“For want of a nail, a shoe was lost. . . .” — William Shakespeare, The Tragedy of King Richard III.
Remember that — it’s going to be important.
The Wild Ways is the second of Tanya Huff’s stories of the Gales, this time centering on Allie’s cousin Charlie — Charlotte Marie Gale, an itinerant musician and a Wild Power.
Charlie is happily settled in Calgary with her Cousin Allie; Allie’s husband Graham, who, while not a Gale, seems to have his own resources; Allie’s brother David, who anchors the family in the West; Jack, a fourteen-year-old Dragon Prince who is also a sorcerer and a Gale; and a few Aunts, just enough to hold a first circle; and playing with a popular country and western band. Well, maybe not so happily — Charlie’s used to wandering, which she usually does through the Wood, but she’ll settle for a plane or train when necessary. And then one day, talking to a group of guys from Nova Scotia out west looking for work, the subject of offshore drilling comes up — Carlsen Oil, it’s rumored, is about to get permits to sink a a shallow-water well just off a seal rookery — and not that far from a wildlife refuge. Charlie gets a buzz under her skin. It comes and goes, but it’s definitely there. Then she gets a call from Aunt Catherine — Allie’s Gran, and another wild power — with instructions to meet her in Halifax. As is usual with the Aunties, Catherine doesn’t leave room for discussion, much less argument. So Charlie finds herself in Nova Scotia, playing with a Celtic band on the summer festival circuit, and entangled with — well, an oil company, a group of selkies, goblins, and a series of plots and maneuvers many layers thick, in which Auntie Catherine is entangled up to her neck.
It struck me, on reading The Wild Ways, that the two books in this series so far are coming-of-age stories. The metaphor is much the same as that Patricia A. McKillip used in the Riddle-Master Trilogy — growing up means learning to use the powers, and shoulder the responsibilities, that come with maturity. In this case, Charlie’s epiphany comes just in time to save her life, although it’s touch and go and without Jack’s intervention, probably would not have been enough.
And it’s quintessential Huff — sharp, clean, funny, although the humor starts to take on a mordant cast, and oerfectly paced, with enough edge-of-seat situations to keep even the most jaded reader right there. Huff has always had a facility for turning stereotypes into archetypes, and archetypes into people, and that’s fully evident here. Consider Jack — what better portrayal of a fourteen-year-old boy than Dragon Prince with sorcerous powers that he’s only just learning to control — when someone manages to impress on him the need for control. The selkies, too, have moved into the contemporary world, heading an environmental activist group while minding their investment portfolios, but still retaining their age-old presence — they are at the same time of the here and now and otherworldly, and it works.
The milieu is very rich on this one. It’s a heady mix of music, place, and people that rings true on every level, although Huff hasn’t lived in Nova Scotia since her early childhood. Nevertheless, she seems to have music festivals and musicians down pat.
Oh, and about that nail — once the selkies are rescued and Aunt Catherine faced down, there’s still Carlsen Oil to deal with, permits and all. To paraphrase Anton Chekhov, if you hang a picture on a nail in Volume 1, you have to use it in Volume 2.
And once again, I find myself hoping that this is a series that will go one.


## WHAT TO DO
Scan the material for "token". Copy every line it appears in.

## RECORDS FOR THE TASK
——

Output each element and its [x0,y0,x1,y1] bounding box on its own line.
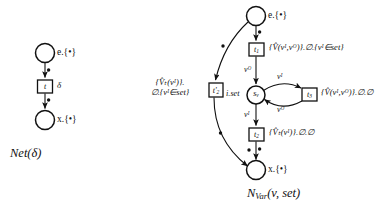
transition-t1-box-label: t1 [249,45,264,54]
transition-t2p-annotation: {V̂ₜ(vᴵ)}. ∅.{vᴵ∈set} [138,78,202,97]
place-e-left-label: e.{•} [57,47,76,58]
transition-t1-annotation: {V̂(vᴵ,vᴼ)}.∅.{vᴵ∈set} [269,43,344,53]
arc-token-2-left [47,98,50,101]
place-x-left-label: x.{•} [57,114,77,125]
place-x-right-label: x.{•} [268,164,288,175]
place-e-left [36,44,55,63]
transition-t2-annotation: {V̂ₜ(vᴵ)}.∅.∅ [269,128,314,138]
arc-label-sv-t3: vᴵ [277,73,283,82]
transition-t3-box-label: t3 [302,90,317,99]
arc-sv-to-t3 [264,84,302,91]
transition-t2-box-label: t2 [249,130,264,139]
arc-token-1-left [47,68,50,71]
transition-t-left-label: t [38,82,53,91]
place-e-right-label: e.{•} [268,10,287,21]
place-x-left [36,111,55,130]
figure-canvas: e.{•} t δ x.{•} Net(δ) e.{•} t1 {V̂(vᴵ,v… [0,0,390,211]
place-x-right [247,161,266,180]
transition-t2p-annotation-line2: ∅.{vᴵ∈set} [138,88,202,98]
arc-label-t3-sv: vᴼ [277,106,284,115]
transition-t3-annotation: {V̂(vᴵ,vᴼ)}.∅.∅ [321,88,373,98]
arc-token-t2p-x [219,131,222,134]
arc-token-t2-x [258,147,261,150]
arc-token-t2p-x-2 [247,148,250,151]
left-net-caption: Net(δ) [10,146,42,160]
right-net-caption: NVar(v, set) [247,186,300,201]
place-sv-side-label: i.set [226,89,240,98]
arc-t2p-to-x [214,98,248,167]
transition-t-left-side-label: δ [57,80,61,90]
arc-label-sv-t2: vᴵ [244,111,250,120]
petri-net-graphics [0,0,390,211]
place-sv-label: sv [249,89,263,98]
transition-t2p-box-label: t'2 [209,86,223,95]
arc-token-e-t2p [221,44,224,47]
arc-label-t1-sv: vᴼ [244,66,251,75]
arc-token-e-t1 [258,30,261,33]
place-e-right [247,7,266,26]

——

## RESPONSE TO THE TASK
arc-token-2-left [47,98,50,101]
arc-token-1-left [47,68,50,71]
arc-token-t2p-x [219,131,222,134]
arc-token-t2-x [258,147,261,150]
arc-token-t2p-x-2 [247,148,250,151]
arc-token-e-t2p [221,44,224,47]
arc-token-e-t1 [258,30,261,33]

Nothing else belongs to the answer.